AGENCE FRANCE-PRESSE, Sunday November 11, 2001 10:33 PM
Violence erupts after killing of Papua independence leader
Protestors set alight buildings in the hometown of Irian Jaya independence leader
Theys Hiyo Eluay, whose body was found after he was abducted in the remote
Indonesian province, an activist said.
Passengers on Garuda flights due to leave Jakarta later Sunday for Jayapura, the
provincial capital of Irian Jaya, were told that because of security reasons the flights
would terminate at Biak, 555 kilometers (344 miles) west of Jayapura.
Jayapura airport at Sentani, Eluay's hometown 55 kilometres west of the provincial
capital, could not be reached for comment.
A policeman on duty at Sentani, who only identified himself as Muar, said that people
were massing around Eluay's home and on the town's main approach road awaiting
the arrival of the independence leader's body .
National police spokesman Brigadier General Saleh Saaf said from Jakarta that at
least four companies of police and two of soldiers had been deployed in Sentani. One
company comprises around 100 men.
Aloysius Renwarin, the deputy director of the human rights group Elsham, told AFP
from Jayapura, that locals, angered by the discovery of Eluay's body had torched
several shops and buildings in Sentani.
After an autopsy lasing more than four hours at Jayapura general hospital and a Mass
attended by hundreds of people, the body of Eluay was prepared to be taken by a
heavily escorted convoy to Sentani, his lawyer Anum Siregar said.
Eluay's body was found in his car which was lodged against a tree at the top of a
ravine in Koya, some nine kilometres from the border between the Indonesian province
and Papua New Guinea.
Pictures apparently of Eluay's corpse show his body was bruised, his face darkened
and his tongue sticking out, indicating possible strangulation.
Eluay, who chaired the pro-independence Papua Praesidium, went missing after
unidentified men, said to be non-Irianese, stopped his car late on Saturday evening
halfway between Jayapura and Sentani.
Eluay and four other members of the pro-independence Papua Presidium -- Don
Flassy, John Mabror, Reverend Herman Awom and Thaha Al-Hamid -- have been on
trial in Jayapura on charges of subversion for demanding independence for Irian Jaya,
known locally as Papua.
They were arrested and charged around last year's December 1 anniversary of a
declaration of Papuan independence. They were released from detention in March.
Irian Jaya is Indonesia's easternmost province, lying on the western half of New
Guinea island. Local resentment has simmered over the central government's
exploitation of its rich oil, gas and mineral reserves.
Anger has also been fostered by the resettlement in the province of huge numbers of
Javanese, and by the occasional brutality of security forces.
Independence supporters, including Eluay's Papua Presidium, maintain that a 1969
UN-sponsored plebiscite, that reaffirmed Indonesian sovereignty over the former Dutch
territory, was flawed and unrepresentative.
Eluay and the presidium have also rejected a broad special autonomy passed by the
Indonesian parliament in October in efforts to head off pressure for independence.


**Task brief:** Any picture among the records should be left out, please; retype the rest exactly.

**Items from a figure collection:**

###

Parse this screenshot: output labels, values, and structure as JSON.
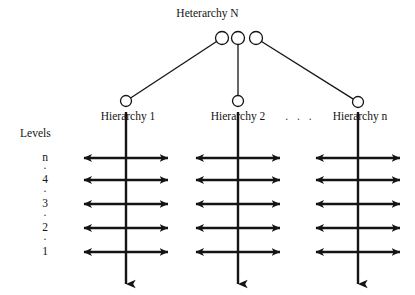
{
  "diagram": {
    "type": "heterarchy-hierarchy-tree",
    "root": {
      "label": "Heterarchy N",
      "label_x": 247,
      "label_y": 14,
      "nodes": [
        {
          "name": "root-node-left",
          "cx": 222,
          "cy": 38,
          "r": 6.5
        },
        {
          "name": "root-node-middle",
          "cx": 238,
          "cy": 38,
          "r": 6.5
        },
        {
          "name": "root-node-right",
          "cx": 256,
          "cy": 38,
          "r": 6.5
        }
      ]
    },
    "hierarchies": [
      {
        "id": "hierarchy-1",
        "label": "Hierarchy 1",
        "node_cx": 126,
        "node_cy": 101,
        "node_r": 5.5,
        "axis_x": 126,
        "edge_from_root_node": "root-node-left"
      },
      {
        "id": "hierarchy-2",
        "label": "Hierarchy 2",
        "node_cx": 238,
        "node_cy": 101,
        "node_r": 5.5,
        "axis_x": 238,
        "edge_from_root_node": "root-node-middle"
      },
      {
        "id": "hierarchy-n",
        "label": "Hierarchy n",
        "node_cx": 358,
        "node_cy": 102,
        "node_r": 5.5,
        "axis_x": 358,
        "edge_from_root_node": "root-node-right"
      }
    ],
    "ellipsis": ". . .",
    "levels_axis": {
      "title": "Levels",
      "title_x": 20,
      "title_y": 128,
      "label_x": 45,
      "entries": [
        {
          "label": "n",
          "kind": "level",
          "y": 158
        },
        {
          "label": "·",
          "kind": "dot",
          "y": 169
        },
        {
          "label": "4",
          "kind": "level",
          "y": 180
        },
        {
          "label": "·",
          "kind": "dot",
          "y": 192
        },
        {
          "label": "3",
          "kind": "level",
          "y": 204
        },
        {
          "label": "·",
          "kind": "dot",
          "y": 216
        },
        {
          "label": "2",
          "kind": "level",
          "y": 228
        },
        {
          "label": "·",
          "kind": "dot",
          "y": 240
        },
        {
          "label": "1",
          "kind": "level",
          "y": 252
        }
      ]
    },
    "level_rows_y": [
      158,
      180,
      204,
      228,
      252
    ],
    "horizontal_arrow_half_span": 42,
    "vertical_axis_top_y": 112,
    "vertical_axis_bottom_y": 284,
    "stroke_color": "#141414",
    "stroke_width_thin": 1.3,
    "stroke_width_thick": 2.4,
    "background_color": "#ffffff"
  }
}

###

**Your response:**
Parse this screenshot: output labels, values, and structure as JSON.
{
  "diagram": {
    "type": "heterarchy-hierarchy-tree",
    "root": {
      "label": "Heterarchy N",
      "label_x": 247,
      "label_y": 14,
      "nodes": [
        {
          "name": "root-node-left",
          "cx": 222,
          "cy": 38,
          "r": 6.5
        },
        {
          "name": "root-node-middle",
          "cx": 238,
          "cy": 38,
          "r": 6.5
        },
        {
          "name": "root-node-right",
          "cx": 256,
          "cy": 38,
          "r": 6.5
        }
      ]
    },
    "hierarchies": [
      {
        "id": "hierarchy-1",
        "label": "Hierarchy 1",
        "node_cx": 126,
        "node_cy": 101,
        "node_r": 5.5,
        "axis_x": 126,
        "edge_from_root_node": "root-node-left"
      },
      {
        "id": "hierarchy-2",
        "label": "Hierarchy 2",
        "node_cx": 238,
        "node_cy": 101,
        "node_r": 5.5,
        "axis_x": 238,
        "edge_from_root_node": "root-node-middle"
      },
      {
        "id": "hierarchy-n",
        "label": "Hierarchy n",
        "node_cx": 358,
        "node_cy": 102,
        "node_r": 5.5,
        "axis_x": 358,
        "edge_from_root_node": "root-node-right"
      }
    ],
    "ellipsis": ". . .",
    "levels_axis": {
      "title": "Levels",
      "title_x": 20,
      "title_y": 128,
      "label_x": 45,
      "entries": [
        {
          "label": "n",
          "kind": "level",
          "y": 158
        },
        {
          "label": "·",
          "kind": "dot",
          "y": 169
        },
        {
          "label": "4",
          "kind": "level",
          "y": 180
        },
        {
          "label": "·",
          "kind": "dot",
          "y": 192
        },
        {
          "label": "3",
          "kind": "level",
          "y": 204
        },
        {
          "label": "·",
          "kind": "dot",
          "y": 216
        },
        {
          "label": "2",
          "kind": "level",
          "y": 228
        },
        {
          "label": "·",
          "kind": "dot",
          "y": 240
        },
        {
          "label": "1",
          "kind": "level",
          "y": 252
        }
      ]
    },
    "level_rows_y": [
      158,
      180,
      204,
      228,
      252
    ],
    "horizontal_arrow_half_span": 42,
    "vertical_axis_top_y": 112,
    "vertical_axis_bottom_y": 284,
    "stroke_color": "#141414",
    "stroke_width_thin": 1.3,
    "stroke_width_thick": 2.4,
    "background_color": "#ffffff"
  }
}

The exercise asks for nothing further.